Posted on 2/26/24 at 4:54 am to
Posted by i am dan
NC
Member since Aug 2011
24894 posts
Posted on 2/26/24 at 4:54 am to
quote:

but this airman’s death underlies the rampant problem of veteran suicide everyone continues to pretend isn’t happening.


This dude could've been a cook in the service. He could have PTSD from cooking?
Posted by salty1
Member since Jun 2015
4460 posts
Posted on 2/26/24 at 5:02 am to
His two moms are probably proud of his sacrifice. His boyfriend will never be the same.
Posted by RollTide1987
Augusta, GA
Member since Nov 2009
65147 posts
Posted on 2/26/24 at 5:04 am to
quote:

This dude could've been a cook in the service. He could have PTSD from cooking?

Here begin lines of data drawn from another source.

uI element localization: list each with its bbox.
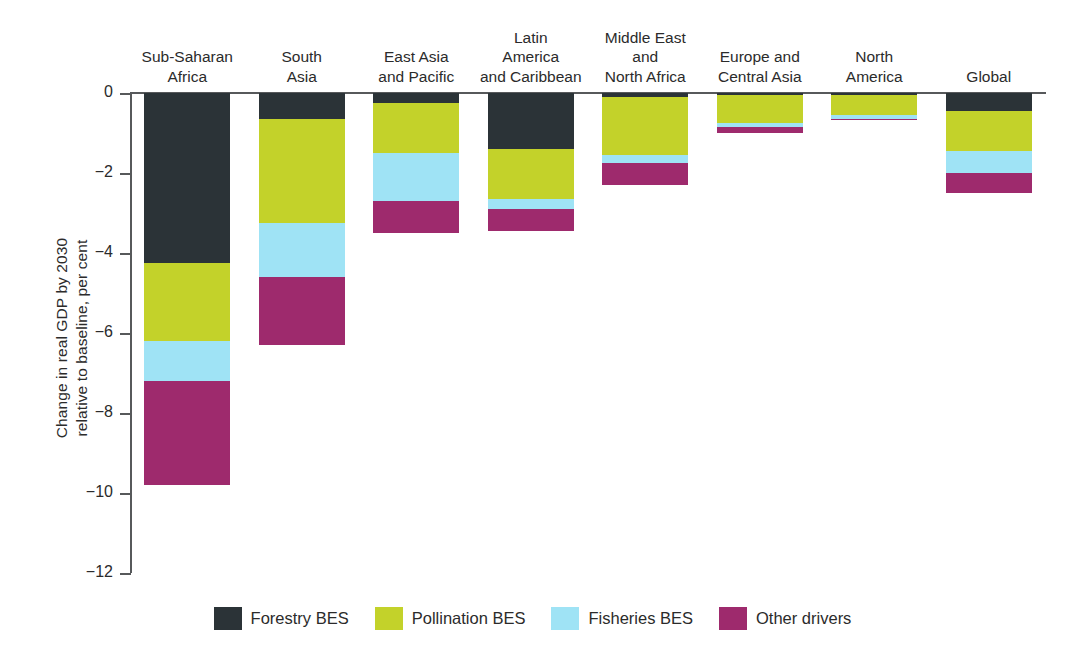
y-axis-tick-mark [120, 493, 131, 495]
bar-segment-pollination-bes[interactable] [373, 103, 459, 153]
x-axis-category-6: Europe and Central Asia [697, 0, 824, 86]
y-axis-tick-mark [120, 333, 131, 335]
y-axis-tick-label: −8 [51, 404, 113, 420]
y-axis-tick-mark [120, 253, 131, 255]
bar-6[interactable] [717, 93, 803, 133]
x-axis-category-label: Middle East and North Africa [582, 28, 709, 87]
legend-swatch-icon [214, 607, 242, 630]
bar-segment-forestry-bes[interactable] [488, 93, 574, 149]
bar-7[interactable] [831, 93, 917, 120]
y-axis-tick-mark [120, 573, 131, 575]
bar-segment-other-drivers[interactable] [831, 119, 917, 120]
bar-segment-pollination-bes[interactable] [946, 111, 1032, 151]
legend-swatch-icon [719, 607, 747, 630]
x-axis-category-label: Global [926, 67, 1053, 87]
bar-segment-pollination-bes[interactable] [602, 97, 688, 155]
x-axis-category-label: South Asia [239, 47, 366, 86]
bar-segment-other-drivers[interactable] [144, 381, 230, 485]
bar-3[interactable] [373, 93, 459, 233]
chart-legend: Forestry BESPollination BESFisheries BES… [0, 607, 1065, 630]
x-axis-category-label: Europe and Central Asia [697, 47, 824, 86]
bar-segment-forestry-bes[interactable] [259, 93, 345, 119]
bar-segment-other-drivers[interactable] [373, 201, 459, 233]
bar-segment-pollination-bes[interactable] [831, 95, 917, 115]
x-axis-category-7: North America [811, 0, 938, 86]
y-axis-tick-mark [120, 93, 131, 95]
bar-5[interactable] [602, 93, 688, 185]
bar-segment-forestry-bes[interactable] [946, 93, 1032, 111]
x-axis-category-label: Latin America and Caribbean [468, 28, 595, 87]
bar-1[interactable] [144, 93, 230, 485]
y-axis-tick-label: −10 [51, 484, 113, 500]
x-axis-category-label: North America [811, 47, 938, 86]
bar-segment-other-drivers[interactable] [602, 163, 688, 185]
x-axis-category-label: East Asia and Pacific [353, 47, 480, 86]
y-axis-tick-label: −12 [51, 564, 113, 580]
legend-label: Pollination BES [412, 610, 526, 627]
legend-label: Forestry BES [251, 610, 349, 627]
y-axis-tick-label: −6 [51, 324, 113, 340]
bar-segment-fisheries-bes[interactable] [946, 151, 1032, 173]
legend-item-3[interactable]: Fisheries BES [551, 607, 693, 630]
bar-segment-other-drivers[interactable] [488, 209, 574, 231]
bar-segment-fisheries-bes[interactable] [373, 153, 459, 201]
x-axis-category-3: East Asia and Pacific [353, 0, 480, 86]
bar-segment-pollination-bes[interactable] [144, 263, 230, 341]
x-axis-category-1: Sub-Saharan Africa [124, 0, 251, 86]
x-axis-category-4: Latin America and Caribbean [468, 0, 595, 86]
bar-segment-other-drivers[interactable] [946, 173, 1032, 193]
chart-figure: Change in real GDP by 2030 relative to b… [0, 0, 1065, 651]
bar-2[interactable] [259, 93, 345, 345]
bar-segment-forestry-bes[interactable] [373, 93, 459, 103]
bar-segment-pollination-bes[interactable] [488, 149, 574, 199]
legend-item-2[interactable]: Pollination BES [375, 607, 526, 630]
y-axis-tick-mark [120, 413, 131, 415]
legend-swatch-icon [375, 607, 403, 630]
y-axis-tick-label: −4 [51, 244, 113, 260]
x-axis-category-2: South Asia [239, 0, 366, 86]
bar-segment-forestry-bes[interactable] [144, 93, 230, 263]
bar-segment-fisheries-bes[interactable] [144, 341, 230, 381]
legend-item-1[interactable]: Forestry BES [214, 607, 349, 630]
bar-4[interactable] [488, 93, 574, 231]
x-axis-category-8: Global [926, 0, 1053, 86]
y-axis-tick-label: 0 [51, 84, 113, 100]
bar-segment-other-drivers[interactable] [259, 277, 345, 345]
bar-segment-fisheries-bes[interactable] [259, 223, 345, 277]
legend-label: Other drivers [756, 610, 851, 627]
bar-8[interactable] [946, 93, 1032, 193]
y-axis-tick-mark [120, 173, 131, 175]
bar-segment-pollination-bes[interactable] [259, 119, 345, 223]
legend-label: Fisheries BES [588, 610, 693, 627]
bar-segment-fisheries-bes[interactable] [602, 155, 688, 163]
bar-segment-fisheries-bes[interactable] [488, 199, 574, 209]
legend-swatch-icon [551, 607, 579, 630]
x-axis-category-label: Sub-Saharan Africa [124, 47, 251, 86]
bar-segment-pollination-bes[interactable] [717, 95, 803, 123]
x-axis-category-5: Middle East and North Africa [582, 0, 709, 86]
y-axis-tick-label: −2 [51, 164, 113, 180]
legend-item-4[interactable]: Other drivers [719, 607, 851, 630]
bar-segment-other-drivers[interactable] [717, 127, 803, 133]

Unless you know what you're talking about I would just be quiet. Yeah, being a cook doesn't sound hard on the surface. While I can't speak for the Air Force, in the Navy you aren't just a cook. If you are a CS on a destroyer, you are doing your primary job while also doing many secondary tasks that have nothing to do with your rate:

- You're in charge of doing the ship's laundry
- You have to get qualified to stand armed watches
- You have to get qualified in damage control
- You stand duty (where you can't ever leave the ship) once or twice a week to go along with your normal, 10-hour work day.
- When you stand duty you just aren't on the ship sitting around playing video games. You're also participating in drills and inspections, while also standing a roving watch topside for four hours, armed and armored, in extreme cold or extreme heat depending on the season. And if your duty day falls on a Saturday forget having much of a weekend. You're showing up to the ship at 0730 on Saturday morning and you're not leaving the ship until about 0900 or 1000 on Sunday morning.
- On top of that you are randomly going out to sea for days at a time with very little notice, for bullshite reasons, and are constantly bitched at by the crew for the quality (or lack thereof) of the food you serve them.
- And that's not even including the full, 10-month underways where you have other shite you have to do on top of your primary and secondary duties to keep the ship clean and operating. If you're lucky you might get six hours of sleep once or twice a week. Most Sailors only get about four or five hours on average.
- And when you finally pull into a foreign port for a little R&R, it's a coin toss on whether or not you get to leave the ship depending on if it's your duty section's turn to stand watch. So while you watch your buddies leave the ship to go enjoy a night on the town in Dubai, you're stuck standing an armed watch on the pier or on the ship in the dry, merciless heat of the desert.

That's why retention in the military is so low and why suicidal ideations are so high.